Authors’ note: The views expressed in this column are those of the authors, and not any institutions with which they are affiliated.

References

Aiyar, S, C Calomiris, and T Wieladek (2014), “Does Macro-Prudential Leak? Evidence from a UK Policy Experiment”, Journal of Money, Credit and Banking, 46 (s1), 181-214.

Aiyar, S, C Calomiris, J Hooley, G Korniyenko, and T Wieladek, T (2014), “The International Transmission of Bank Minimum Capital Requirements”, Journal of Financial Economics, 113 (3), 368-382.

Avdjiev, S, L Gambacorta, L Goldberg, and S Schiaffi (2016), “The Shifting Drivers of International Capital Flows”, unpublished manuscript.

Bridges, J, D Gregory, M Nielsen, S Pezzini, A Radia, and M Spaltro (2014), “The Impact of Capital Requirements on Bank Lending,” Bank of England WP 486.

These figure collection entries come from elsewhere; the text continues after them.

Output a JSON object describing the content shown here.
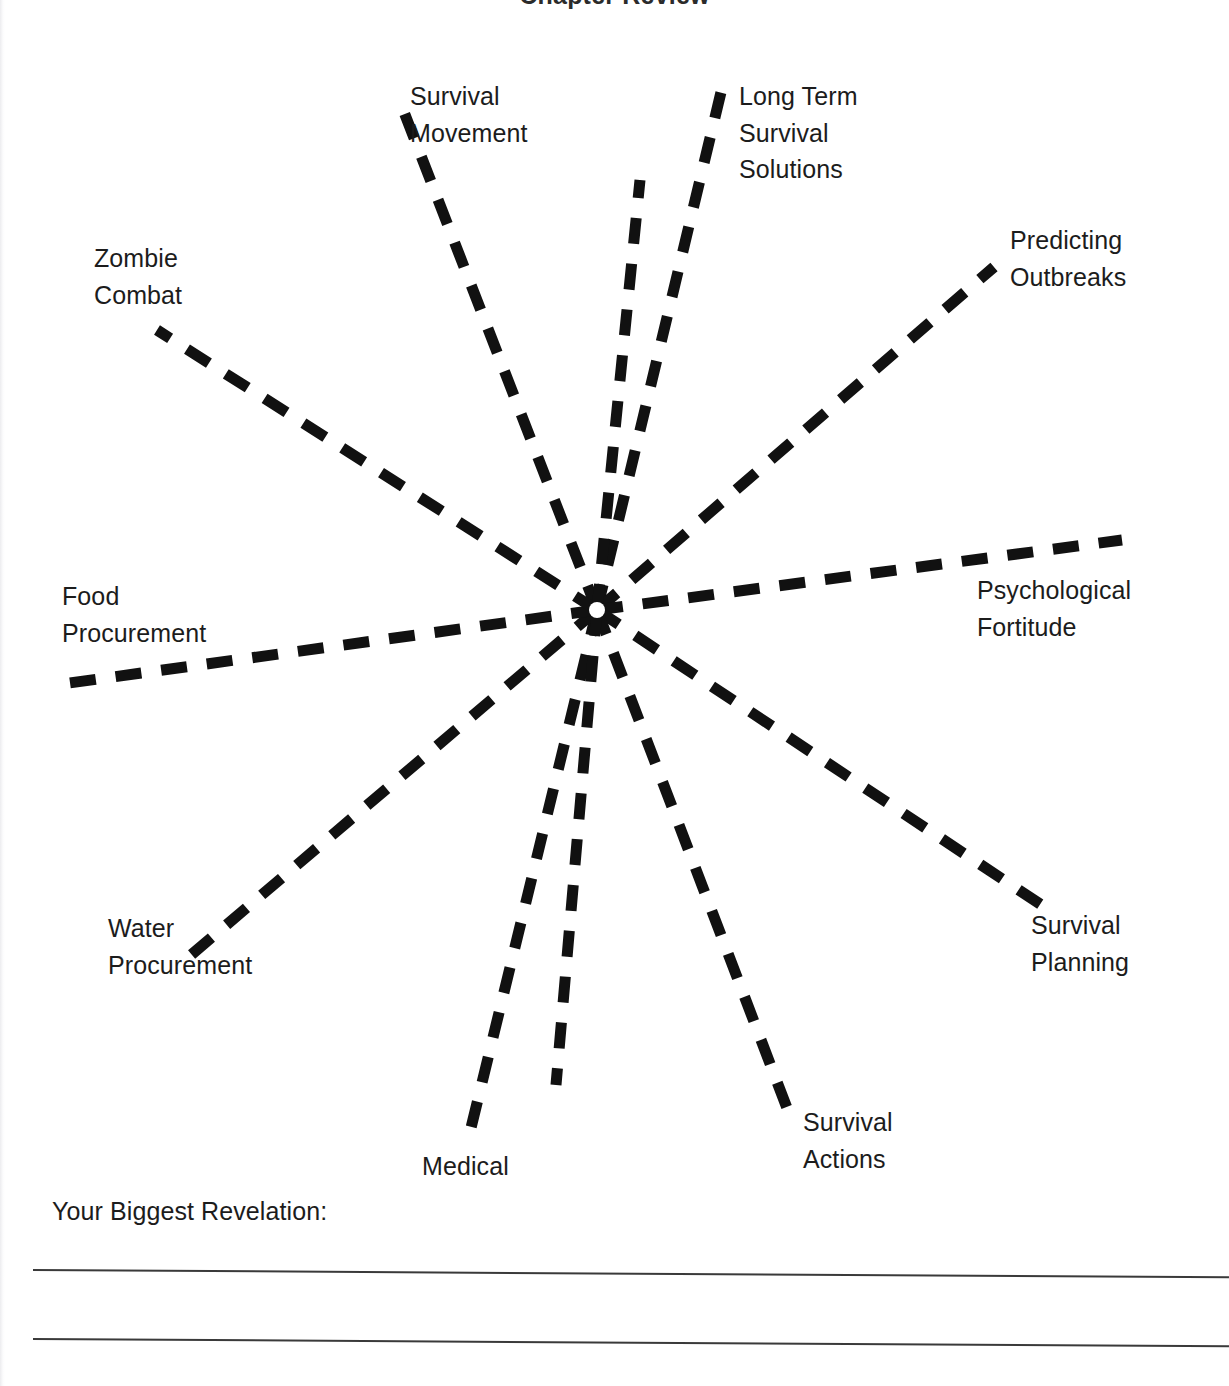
{
  "page": {
    "title": "Chapter Review",
    "background_color": "#ffffff",
    "ink_color": "#1a1a1a",
    "width": 1229,
    "height": 1386
  },
  "diagram": {
    "type": "spoke-diagram",
    "center": {
      "x": 597,
      "y": 610
    },
    "dash_color": "#111111",
    "dash_width": 11,
    "dash_pattern": "26 20",
    "spoke_count": 12,
    "labeled_spoke_count": 10,
    "spokes": [
      {
        "id": "survival-movement",
        "label": "Survival\nMovement",
        "angle_deg": -112,
        "end": {
          "x": 404,
          "y": 112
        },
        "label_pos": {
          "x": 410,
          "y": 78
        },
        "label_align": "l"
      },
      {
        "id": "long-term-survival-solutions",
        "label": "Long Term\nSurvival\nSolutions",
        "angle_deg": -96,
        "end": {
          "x": 722,
          "y": 88
        },
        "label_pos": {
          "x": 739,
          "y": 78
        },
        "label_align": "r"
      },
      {
        "id": "predicting-outbreaks",
        "label": "Predicting\nOutbreaks",
        "angle_deg": -41,
        "end": {
          "x": 994,
          "y": 267
        },
        "label_pos": {
          "x": 1010,
          "y": 222
        },
        "label_align": "r"
      },
      {
        "id": "psychological-fortitude",
        "label": "Psychological\nFortitude",
        "angle_deg": -4,
        "end": {
          "x": 1122,
          "y": 540
        },
        "label_pos": {
          "x": 977,
          "y": 572
        },
        "label_align": "r"
      },
      {
        "id": "survival-planning",
        "label": "Survival\nPlanning",
        "angle_deg": 34,
        "end": {
          "x": 1046,
          "y": 908
        },
        "label_pos": {
          "x": 1031,
          "y": 907
        },
        "label_align": "r"
      },
      {
        "id": "survival-actions",
        "label": "Survival\nActions",
        "angle_deg": 64,
        "end": {
          "x": 790,
          "y": 1116
        },
        "label_pos": {
          "x": 803,
          "y": 1104
        },
        "label_align": "r"
      },
      {
        "id": "medical",
        "label": "Medical",
        "angle_deg": 95,
        "end": {
          "x": 470,
          "y": 1132
        },
        "label_pos": {
          "x": 422,
          "y": 1148
        },
        "label_align": "l"
      },
      {
        "id": "water-procurement",
        "label": "Water\nProcurement",
        "angle_deg": 140,
        "end": {
          "x": 191,
          "y": 955
        },
        "label_pos": {
          "x": 108,
          "y": 910
        },
        "label_align": "l"
      },
      {
        "id": "food-procurement",
        "label": "Food\nProcurement",
        "angle_deg": 175,
        "end": {
          "x": 62,
          "y": 684
        },
        "label_pos": {
          "x": 62,
          "y": 578
        },
        "label_align": "l"
      },
      {
        "id": "zombie-combat",
        "label": "Zombie\nCombat",
        "angle_deg": -150,
        "end": {
          "x": 157,
          "y": 330
        },
        "label_pos": {
          "x": 94,
          "y": 240
        },
        "label_align": "l"
      },
      {
        "id": "unlabeled-upper",
        "label": "",
        "angle_deg": -77,
        "end": {
          "x": 640,
          "y": 180
        },
        "label_pos": null,
        "label_align": "r"
      },
      {
        "id": "unlabeled-lower",
        "label": "",
        "angle_deg": 106,
        "end": {
          "x": 556,
          "y": 1085
        },
        "label_pos": null,
        "label_align": "l"
      }
    ]
  },
  "revelation": {
    "prompt": "Your Biggest Revelation:",
    "line_count": 2,
    "lines": [
      "",
      ""
    ]
  }
}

Cerutti, E, and S Claessens (2014), “The Great Cross-Border Bank Deleveraging: Supply Constraints and Intra-Group Frictions”, IMF Working Paper WP/14/180.

Colantone, I, and P Stanig (2016), “Globalisation and Brexit”, VoxEU.org, 23 November.

Coyle, D (2016), “Brexit and Globalisation”, VoxEU.org, 5 August.

Forbes, K (2014), “Financial deglobalization?: Capital flows, banks and the Beatles”, Speech given at Queen Mary University, November.

Forbes, K, D Reinhardt and T Wieladek (2016), “The Spillovers, Interactions, and (Un)Intended Consequences of Monetary and Regulatory Policies”, NBER Working Papers No. 22307,  (Forthcoming in Journal of Monetary Economics).

Giannetti, M, and L Laeven (2012), “The flight home effect: Evidence from the syndicated loan market during financial crises”, Journal of Financial Economics, Vol. 104, No 1, 23-43.

Haschimi, A, M Gachter, D Lodge and W Steingress (2016), “The great normalisation of global trade”, VoxEU.org, 14 October.

Mallaby, S (2016), “Globalization Resets”, Finance & Development, December, 7-10.

Persaud, A (2016), “Brexit and other harbingers of a return to the dangers of the 1930s”, VoxEU.org, 26 August.

Rose, A and T Wieladek (2014), “Financial Protectionism? First Evidence”, The Journal of Finance, Vol. LXIX, No. 5, 2127-2149.

Endnotes

[1] Forbes is an external member of the Bank of England’s MPC, the Jerome and Dorothy Lemelson Professor of Management and Global Economics at MIT, NBER Research Associate and CEPR Research Affiliate. Reinhardt is senior economist in the international directorate at the Bank of England. Wieladek is Senior International Economist at Barclays and CEPR Research Affiliate and was formerly at the Bank of England. The views expressed in this paper are those of the authors, and not any institutions with which they are affiliated.

[2] For example, see Colantone and Stanig (2016), Coyle (2016), and Persaud (2016).

[3] See the collection of papers here on VoxEU.org, and Al-Haschimi et al. (2016).

[4] See Cerutti and Claessens (2014) and Forbes (2014) for more detailed discussion of various potential causes. See Avdjiev et al. (2016) for a discussion of how the drivers of international capital flows have changed since the crisis, with an increase in the sensitivity of banking flows to US monetary policy but a decrease in their sensitivity to global risk conditions.

[5] For example, in the UK after a 100 basis point increase in capital requirements, Aiyar, et al. (2014) find a contraction of 5.6% in domestic PNFC lending while Aiyar et al.  (2014) find a contraction of about 5.4% in cross-border loan supply. Bridges et al. (2014) also find a quantitatively similar impact on domestic lending.